How did Vikings Worship ?

Gepubliceerd op 21 augustus 2023 om 21:24

Aside from the growing influence of the Christian faith throughout the Viking Age, many peoples in Viking societies clung to their pagan beliefs. Scholars have pointed out that Norse pagans did not try and speak with prayers of repetition like those that practiced Christianity.

 

There was no conversational tone of prayer with any of the pantheon of Norse gods, whether Thor, Odin, or Freya, which was starkly different from how Christians prayed to their one God.

 

Worship of the Norse gods often involved rituals that included giving offerings, feasting (especially drinking!), praising (flattery, it seems, would get a Viking somewhere in the afterlife), or, most disturbingly, making sacrifices. 

 

Worshippers in Viking societies would often offer their blot to either the God/s or their ancestors and would involve an elaborate ceremony that normally ended with a great feast, including the drinking of mead.

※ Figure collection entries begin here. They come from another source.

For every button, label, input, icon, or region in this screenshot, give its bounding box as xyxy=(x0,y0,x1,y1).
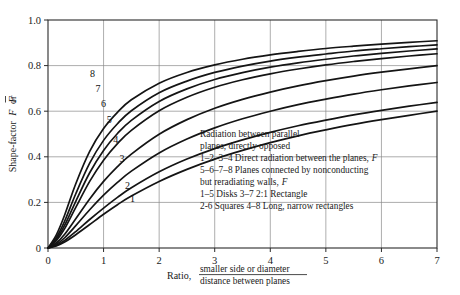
curve-label-1: 1 xyxy=(130,193,135,204)
legend-line-2: planes, directly opposed xyxy=(200,141,290,151)
x-tick-label-7: 7 xyxy=(434,255,439,266)
x-tick-label-6: 6 xyxy=(379,255,384,266)
legend-line-1: Radiation between parallel xyxy=(200,129,300,139)
curve-label-5: 5 xyxy=(107,114,112,125)
x-axis-title-numerator: smaller side or diameter xyxy=(200,264,290,274)
legend-line-3-text: 1–2–3–4 Direct radiation between the pla… xyxy=(200,153,369,163)
legend-line-6: 1–5 Disks 3–7 2:1 Rectangle xyxy=(200,189,307,199)
x-axis-title: Ratio, smaller side or diameter distance… xyxy=(167,264,307,286)
curve-label-6: 6 xyxy=(101,98,106,109)
y-axis-ticks xyxy=(44,20,48,248)
curve-label-3: 3 xyxy=(119,153,124,164)
svg-text:Shape-factor F: Shape-factor F or xyxy=(7,95,18,172)
y-tick-label-0: 0 xyxy=(36,243,41,254)
legend-line-5: but reradiating walls,F xyxy=(200,177,288,187)
x-axis-title-prefix: Ratio, xyxy=(167,270,191,281)
y-tick-label-0.6: 0.6 xyxy=(28,106,41,117)
y-axis-tick-labels: 00.20.40.60.81.0 xyxy=(28,15,42,254)
x-axis-title-denominator: distance between planes xyxy=(200,276,290,286)
y-tick-label-0.8: 0.8 xyxy=(28,60,41,71)
legend-symbol-f-direct: F xyxy=(371,153,378,163)
x-tick-label-1: 1 xyxy=(101,255,106,266)
curve-label-8: 8 xyxy=(90,68,95,79)
x-axis-ticks xyxy=(48,248,437,252)
legend-line-5-text: but reradiating walls, xyxy=(200,177,279,187)
x-tick-label-2: 2 xyxy=(157,255,162,266)
y-tick-label-0.4: 0.4 xyxy=(28,151,42,162)
y-tick-label-1.0: 1.0 xyxy=(28,15,41,26)
figure-container: 01234567 00.20.40.60.81.0 12345678 Ratio… xyxy=(0,0,460,295)
curve-label-2: 2 xyxy=(125,180,130,191)
legend-line-7: 2-6 Squares 4–8 Long, narrow rectangles xyxy=(200,201,354,211)
y-axis-title-text: Shape-factor xyxy=(7,121,18,173)
legend-symbol-f-bar: F xyxy=(281,177,288,187)
y-axis-symbol-fbar: F xyxy=(7,96,18,104)
legend-line-4: 5–6–7–8 Planes connected by nonconductin… xyxy=(200,165,369,175)
x-tick-label-0: 0 xyxy=(45,255,50,266)
y-axis-symbol-f: F xyxy=(7,109,18,117)
curve-label-7: 7 xyxy=(96,83,101,94)
shape-factor-chart: 01234567 00.20.40.60.81.0 12345678 Ratio… xyxy=(0,0,460,295)
y-tick-label-0.2: 0.2 xyxy=(28,197,41,208)
x-tick-label-5: 5 xyxy=(323,255,328,266)
curve-label-4: 4 xyxy=(113,134,118,145)
legend-line-3: 1–2–3–4 Direct radiation between the pla… xyxy=(200,153,378,163)
y-axis-title: Shape-factor F or F xyxy=(6,95,19,172)
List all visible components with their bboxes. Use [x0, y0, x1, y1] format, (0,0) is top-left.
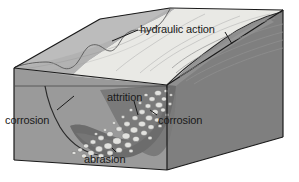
diagram-canvas: hydraulic action attrition corrosion cor… [0, 0, 299, 182]
label-abrasion: abrasion [84, 153, 125, 165]
erosion-block-diagram: hydraulic action attrition corrosion cor… [0, 0, 299, 182]
label-attrition: attrition [107, 91, 142, 103]
label-corrosion-right: corrosion [158, 114, 202, 126]
label-hydraulic-action: hydraulic action [140, 23, 215, 35]
label-corrosion-left: corrosion [5, 114, 49, 126]
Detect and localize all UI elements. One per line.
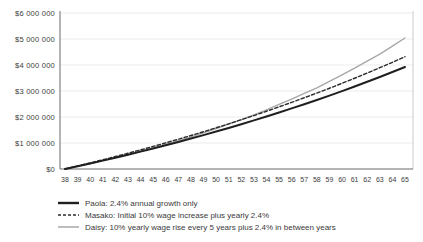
x-tick-label: 51 xyxy=(225,176,233,183)
x-tick-label: 65 xyxy=(401,176,409,183)
y-tick-label: $6 000 000 xyxy=(15,9,55,18)
series-line xyxy=(65,67,405,169)
series-line xyxy=(65,57,405,169)
line-chart-plot-area: $0$1 000 000$2 000 000$3 000 000$4 000 0… xyxy=(0,0,423,194)
x-tick-label: 56 xyxy=(288,176,296,183)
legend-item-daisy: Daisy: 10% yearly wage rise every 5 year… xyxy=(57,221,336,233)
x-tick-label: 52 xyxy=(237,176,245,183)
y-tick-label: $1 000 000 xyxy=(15,139,55,148)
wage-growth-comparison-chart: $0$1 000 000$2 000 000$3 000 000$4 000 0… xyxy=(0,0,423,242)
x-tick-label: 53 xyxy=(250,176,258,183)
x-tick-label: 58 xyxy=(313,176,321,183)
y-tick-label: $0 xyxy=(46,165,55,174)
x-tick-label: 64 xyxy=(389,176,397,183)
x-tick-label: 44 xyxy=(137,176,145,183)
legend-label-paola: Paola: 2.4% annual growth only xyxy=(85,199,198,208)
y-tick-label: $2 000 000 xyxy=(15,113,55,122)
legend-label-daisy: Daisy: 10% yearly wage rise every 5 year… xyxy=(85,223,336,232)
x-tick-label: 38 xyxy=(61,176,69,183)
x-tick-label: 40 xyxy=(86,176,94,183)
x-tick-label: 39 xyxy=(74,176,82,183)
x-tick-label: 47 xyxy=(174,176,182,183)
x-tick-label: 62 xyxy=(363,176,371,183)
x-tick-label: 57 xyxy=(300,176,308,183)
x-tick-label: 61 xyxy=(351,176,359,183)
x-tick-label: 63 xyxy=(376,176,384,183)
x-tick-label: 49 xyxy=(200,176,208,183)
x-tick-label: 54 xyxy=(263,176,271,183)
x-tick-label: 46 xyxy=(162,176,170,183)
x-tick-label: 50 xyxy=(212,176,220,183)
series-line xyxy=(65,38,405,169)
y-tick-label: $5 000 000 xyxy=(15,35,55,44)
x-tick-label: 45 xyxy=(149,176,157,183)
legend-line-sample-solid-gray xyxy=(57,222,80,232)
x-tick-label: 60 xyxy=(338,176,346,183)
x-tick-label: 48 xyxy=(187,176,195,183)
legend-line-sample-solid-black xyxy=(57,198,80,208)
x-tick-label: 41 xyxy=(99,176,107,183)
legend-item-masako: Masako: Initial 10% wage increase plus y… xyxy=(57,209,336,221)
y-tick-label: $3 000 000 xyxy=(15,87,55,96)
x-tick-label: 55 xyxy=(275,176,283,183)
legend-label-masako: Masako: Initial 10% wage increase plus y… xyxy=(85,211,269,220)
legend-item-paola: Paola: 2.4% annual growth only xyxy=(57,197,336,209)
chart-legend: Paola: 2.4% annual growth only Masako: I… xyxy=(57,197,336,233)
x-tick-label: 42 xyxy=(111,176,119,183)
y-tick-label: $4 000 000 xyxy=(15,61,55,70)
legend-line-sample-dashed-black xyxy=(57,210,80,220)
x-tick-label: 43 xyxy=(124,176,132,183)
x-tick-label: 59 xyxy=(326,176,334,183)
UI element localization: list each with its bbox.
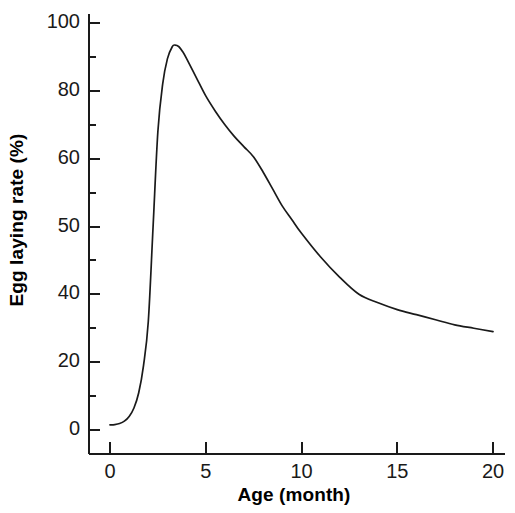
data-series-group <box>110 45 493 425</box>
y-axis-tick-label: 0 <box>22 417 80 440</box>
x-axis-ticks <box>110 442 493 454</box>
y-axis-tick-label: 20 <box>22 349 80 372</box>
x-axis-tick-label: 20 <box>463 460 515 483</box>
series-line-0 <box>110 45 493 425</box>
y-axis-tick-label: 60 <box>22 146 80 169</box>
x-axis-tick-label: 5 <box>176 460 236 483</box>
x-axis-tick-label: 15 <box>367 460 427 483</box>
axis-lines <box>89 14 505 454</box>
y-axis-tick-label: 50 <box>22 214 80 237</box>
y-axis-ticks <box>89 23 100 430</box>
x-axis-tick-label: 0 <box>80 460 140 483</box>
x-axis-tick-label: 10 <box>272 460 332 483</box>
y-axis-tick-label: 100 <box>22 10 80 33</box>
egg-laying-rate-chart: Egg laying rate (%) Age (month) 02040506… <box>0 0 515 513</box>
y-axis-tick-label: 40 <box>22 281 80 304</box>
y-axis-tick-label: 80 <box>22 78 80 101</box>
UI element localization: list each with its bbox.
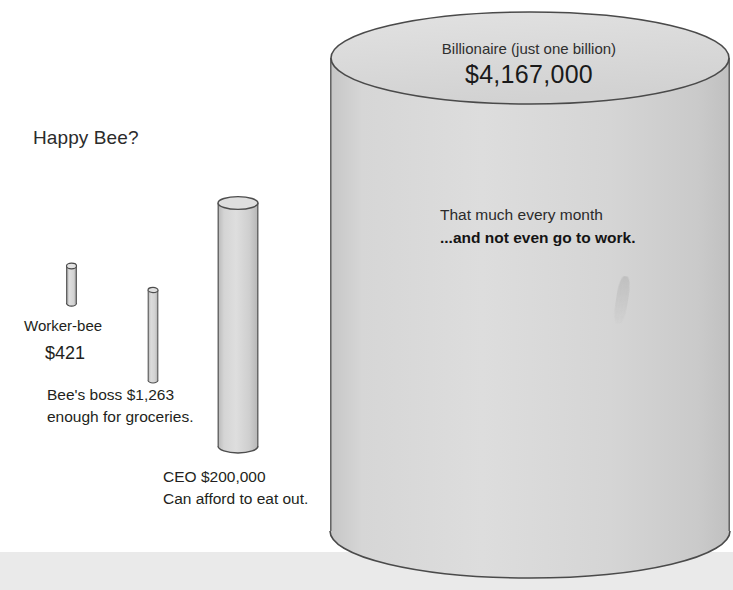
cylinder-billionaire — [330, 11, 730, 583]
cylinder-worker-bee — [65, 262, 78, 310]
label-worker-bee: Worker-bee — [24, 317, 102, 336]
label-billionaire-caption: Billionaire (just one billion) — [330, 40, 728, 59]
label-worker-bee-amount: $421 — [45, 342, 85, 365]
label-billionaire-note-line1: That much every month — [440, 205, 603, 224]
label-boss-line2: enough for groceries. — [47, 407, 193, 426]
label-ceo-line2: Can afford to eat out. — [163, 489, 308, 508]
label-ceo-line1: CEO $200,000 — [163, 467, 266, 486]
cylinder-ceo — [217, 196, 259, 458]
label-boss-line1: Bee's boss $1,263 — [47, 385, 174, 404]
label-billionaire-amount: $4,167,000 — [330, 59, 728, 90]
page-title: Happy Bee? — [33, 126, 139, 150]
cylinder-boss — [147, 287, 159, 385]
infographic-canvas: Happy Bee? Worker-bee $421 Bee's boss $1… — [0, 0, 733, 590]
label-billionaire-note-line2: ...and not even go to work. — [440, 228, 635, 247]
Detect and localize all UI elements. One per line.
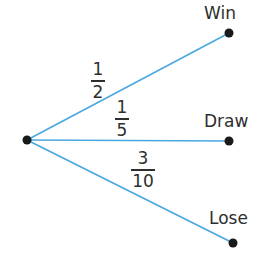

Humans were the most precious sacrifice that could be made to please, or appease, the Norse gods. There has been archaeological evidence found at Trelleborg, in Demark, of a sacrificial site housing the remains of five humans, including children as young as 4.

 

The pagan temple at Uppsala, if we are to believe Adam of Bremen, was the scene of a gruesome communal festival every nine years. In it, nine males of "every living creature" were offered up for sacrifice, and the corpses hung on trees near the temple, including humans, horses, and dogs.